Tip 30: Use Apophenia to read in data and configuration info

30 November 11. [link] PDF version

level: Basic for anybody dealing with data
purpose: Use libraries!

Part of a series of tips on POSIX and C. Start from the tip intro page, or get 21st Century C, the book based on this series.

This is a special case of Tip #2 about using pre-existing libraries wherever possible. After all, C's big edge is that it's been around for forty years; that's a lot of time for useful libraries to get written.

Reading in text is an especially difficult problem that everybdoy has to deal with so it is especially library-appropriate. Despite my self-conscious desire to not self-promote, I'm gonna tell you that Apophenia does a decent job with this.

First, let's generate a data set. I'll wrap it up as a here document, as per Tip # 8, so you can just paste this onto the command line:

cat > text_data << "."
left|middle|right
2|5| 12
3|8|9
3|8|Galia est omnis divisa en partes tres
.

The sample data shows the first tip for the day: use pipes as field delimiters. Pipes really look like the bounds between fields, and they rarely appear in the data you're putting into a text file. The default for so many systems is commas or tabs, both of which are just asking for glitches.

Reading a data set to a matrix is pretty trivial via Apophenia. In this example, I'll stretch it out by first reading into the database (instead of directly using apop_text_to_data, which would save two lines of code but lose the non-numeric input). And remember Tip #9 about compiling C code via here document? It's how I test all the sample code I put here, and is still an easy way for you to try it all out.

 
#include <apop.h>

int main(){
    sprintf(apop_opts.input_delimiters,"|");
    apop_text_to_db("text_data", "datatab");
    apop_data *indata = apop_query_to_data("select "
                                "left, middle from datatab");
    Apop_col(indata, 0, firstrow);
    Apop_col(indata, 1, secondrow);
    printf("first column sum: %Lg\n", apop_sum(firstrow));
    printf("second column sum: %Lg\n", apop_sum(secondrow));
}

If you installed the Apophenia library, then you also have the command-line apop_text_to_db, which just runs the C function in the second line of main.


**Exercise instructions:**
All lines from the one containing "pyautogui.click(x=<x>, y=<y>)" to the end of the listing below should be output exactly; omit the pictures.

**Records to use:**
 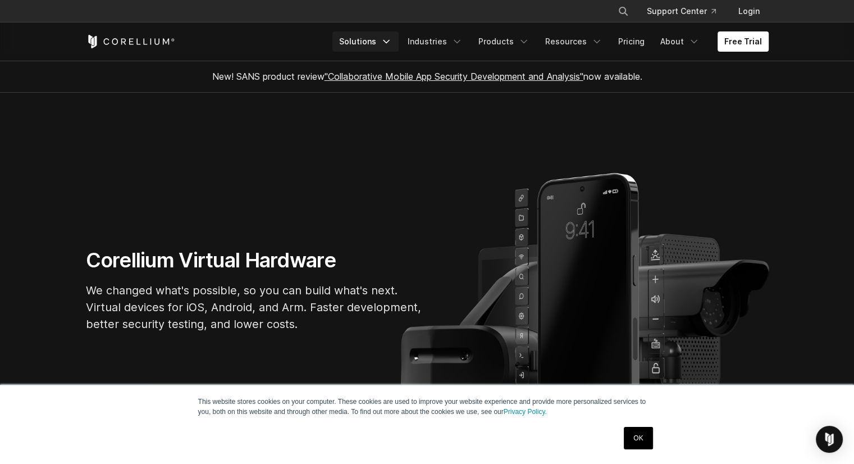 I want to click on a: Resources, so click(x=574, y=42).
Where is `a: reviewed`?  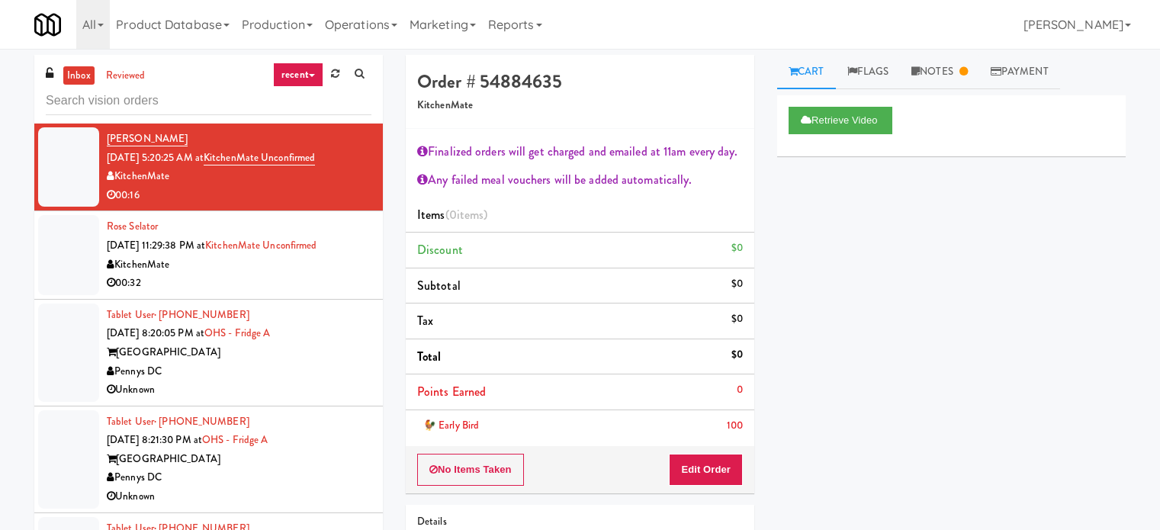 a: reviewed is located at coordinates (126, 75).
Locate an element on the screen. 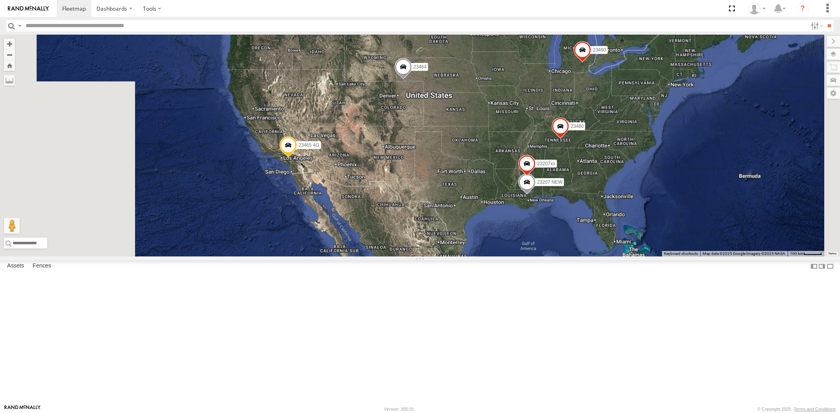 The width and height of the screenshot is (840, 413). span: 23460 is located at coordinates (599, 50).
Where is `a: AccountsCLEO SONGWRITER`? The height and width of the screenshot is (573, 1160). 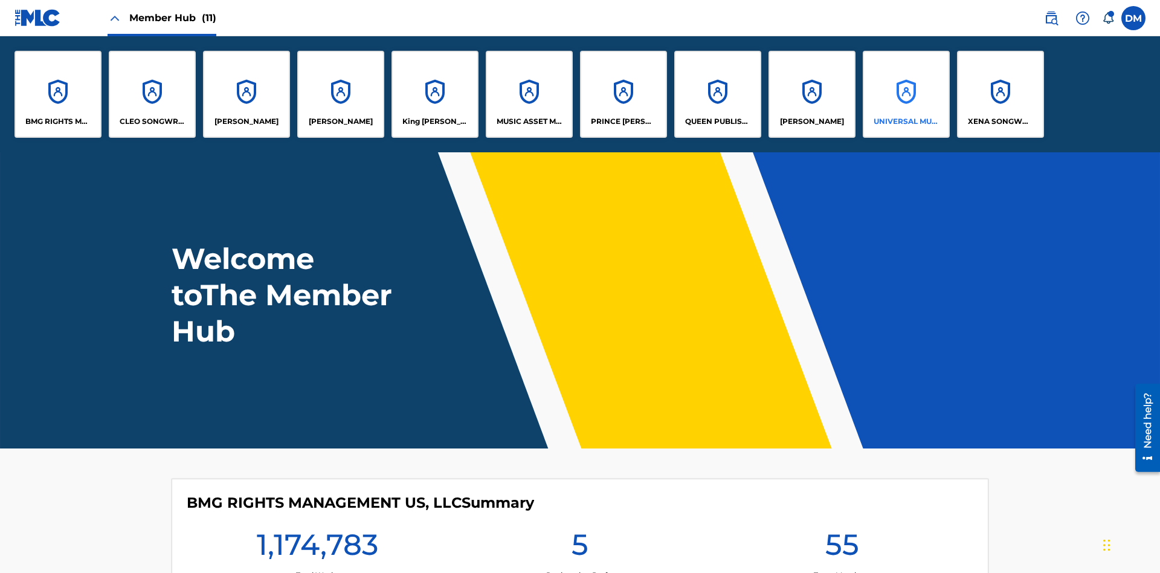 a: AccountsCLEO SONGWRITER is located at coordinates (152, 94).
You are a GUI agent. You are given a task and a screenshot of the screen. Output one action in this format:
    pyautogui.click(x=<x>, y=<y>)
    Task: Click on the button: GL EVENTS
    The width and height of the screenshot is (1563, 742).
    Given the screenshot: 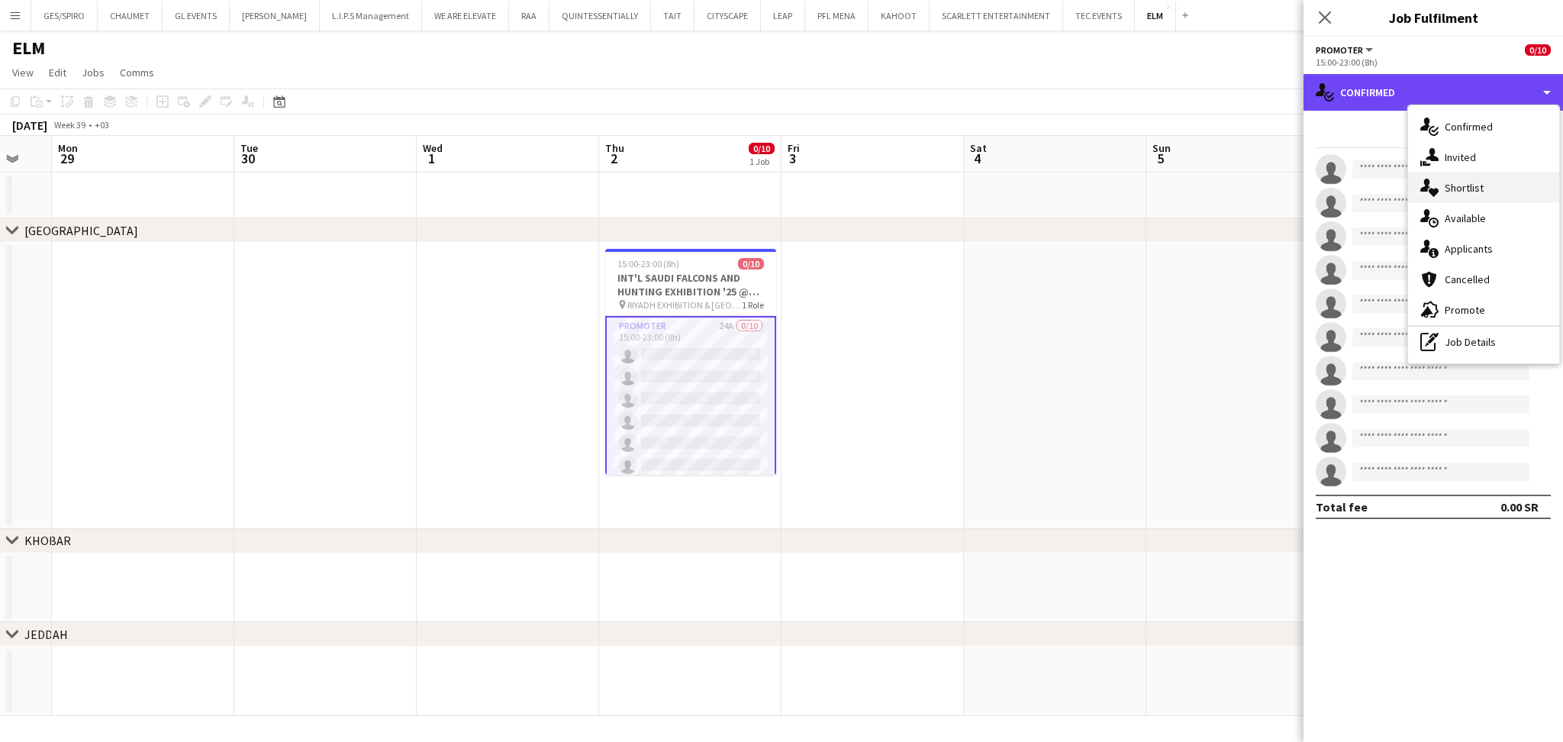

**Written solution:**
    pyautogui.click(x=<x>, y=<y>)
    Task: Click on the button: GL EVENTS
    The width and height of the screenshot is (1563, 742).
    Given the screenshot: 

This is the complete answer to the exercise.